### PROVIDED DATA

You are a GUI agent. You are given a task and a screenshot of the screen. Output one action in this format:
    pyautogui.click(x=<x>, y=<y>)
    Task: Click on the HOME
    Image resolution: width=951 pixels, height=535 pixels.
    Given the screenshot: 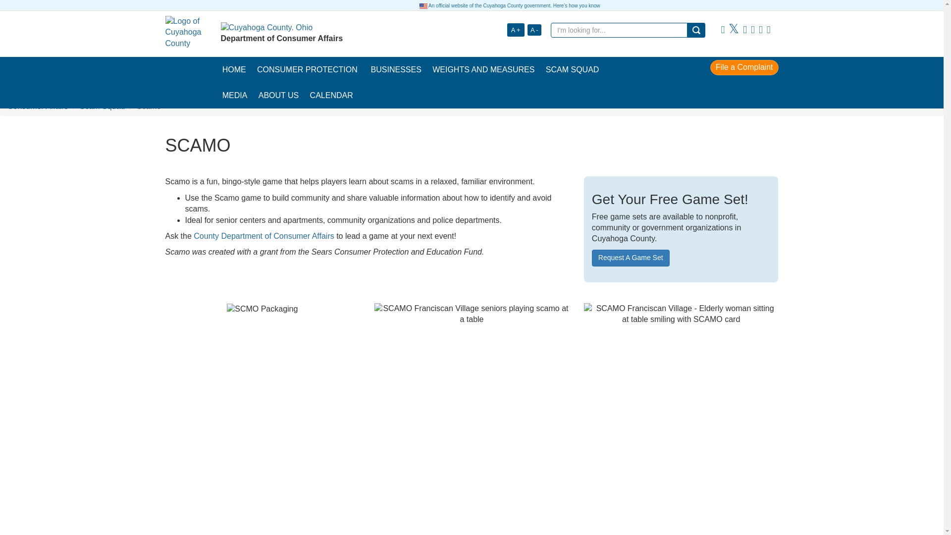 What is the action you would take?
    pyautogui.click(x=234, y=69)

######

Verbatim output is expected for the lines from the start of the data to the line in which "Image resolution: width=951" appears, both included.

-- WORKED SOLUTION --
You are a GUI agent. You are given a task and a screenshot of the screen. Output one action in this format:
    pyautogui.click(x=<x>, y=<y>)
    Task: Click on the HOME
    Image resolution: width=951 pixels, height=535 pixels.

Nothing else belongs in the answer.